Waking Quotes - page 8
If it is suggested that I preached the idea of freedom for my country and this is against the law, I plead guilty to the charge. If that is the law here I say I have done that and I request you to convict me, but do not impute to me crimes I am not guilty of, deeds against which my whole nature revolts and which, having regard to my mental capacity, is something which could never have been perpetrated by me. If it is an offence to preach the ideal of freedom, I admit having done it. I have never disputed it. It is for this I have given up all the prospects of my life. It is for this that I came to Calcutta, to live for it and labour for it. It has been the one thought of my waking hours, the dream of my sleep. If that is my offence, there is no necessity of bringing witness to bring into the box to dispose different things in connection with that. Here am I and I admit it... If that is my fault you can chain me, imprison me, but you will never get out of me a denial of that charge.
Chittaranjan Das
...by the term Hypnotism, or Nervous Sleep, I mean a peculiar condition of the nervous system, into which it may be thrown by artificial contrivance, and which differs, in several respects, from common sleep or the waking condition. I do not allege that this condition is induced through the transmission of a magnetic or occult influence from my body into that of my patients; nor do I profess, by my processes, to produce the higher [i.e., supernatural] phenomena of the Mesmerists. My pretensions are of a much more humble character, and are all consistent with generally admitted principles in physiological and psychological science. Hypnotism might therefore not inaptly be designated, Rational Mesmerism, in contra-distinction to the Transcendental Mesmerism of the Mesmerists.[ Braid, Observations on Trance or Human Hibernation, 1850, 'Preface.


What is expected: All records after this line are to be returned verbatim.

··· Data ···

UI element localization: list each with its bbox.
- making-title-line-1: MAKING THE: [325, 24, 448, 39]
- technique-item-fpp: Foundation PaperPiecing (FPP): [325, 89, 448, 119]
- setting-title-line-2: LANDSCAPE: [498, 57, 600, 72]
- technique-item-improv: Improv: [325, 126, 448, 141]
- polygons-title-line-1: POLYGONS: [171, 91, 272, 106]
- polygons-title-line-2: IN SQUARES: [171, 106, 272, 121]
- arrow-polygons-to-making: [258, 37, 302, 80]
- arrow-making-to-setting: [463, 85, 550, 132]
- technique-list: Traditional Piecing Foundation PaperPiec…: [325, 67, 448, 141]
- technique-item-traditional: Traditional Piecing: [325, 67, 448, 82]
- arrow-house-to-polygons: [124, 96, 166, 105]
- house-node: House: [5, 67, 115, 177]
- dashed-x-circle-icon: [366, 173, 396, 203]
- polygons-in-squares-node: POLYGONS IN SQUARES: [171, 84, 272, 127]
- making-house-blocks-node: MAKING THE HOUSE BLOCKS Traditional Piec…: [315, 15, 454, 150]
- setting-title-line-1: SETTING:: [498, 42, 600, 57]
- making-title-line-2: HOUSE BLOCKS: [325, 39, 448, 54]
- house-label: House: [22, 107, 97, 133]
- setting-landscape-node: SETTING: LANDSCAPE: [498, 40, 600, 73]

···

Response for this exercise:
UI element localization: list each with its bbox.
- making-title-line-1: MAKING THE: [325, 24, 448, 39]
- technique-item-fpp: Foundation PaperPiecing (FPP): [325, 89, 448, 119]
- setting-title-line-2: LANDSCAPE: [498, 57, 600, 72]
- technique-item-improv: Improv: [325, 126, 448, 141]
- polygons-title-line-1: POLYGONS: [171, 91, 272, 106]
- polygons-title-line-2: IN SQUARES: [171, 106, 272, 121]
- arrow-polygons-to-making: [258, 37, 302, 80]
- arrow-making-to-setting: [463, 85, 550, 132]
- technique-list: Traditional Piecing Foundation PaperPiec…: [325, 67, 448, 141]
- technique-item-traditional: Traditional Piecing: [325, 67, 448, 82]
- arrow-house-to-polygons: [124, 96, 166, 105]
- house-node: House: [5, 67, 115, 177]
- dashed-x-circle-icon: [366, 173, 396, 203]
- polygons-in-squares-node: POLYGONS IN SQUARES: [171, 84, 272, 127]
- making-house-blocks-node: MAKING THE HOUSE BLOCKS Traditional Piec…: [315, 15, 454, 150]
- setting-title-line-1: SETTING:: [498, 42, 600, 57]
- making-title-line-2: HOUSE BLOCKS: [325, 39, 448, 54]
- house-label: House: [22, 107, 97, 133]
- setting-landscape-node: SETTING: LANDSCAPE: [498, 40, 600, 73]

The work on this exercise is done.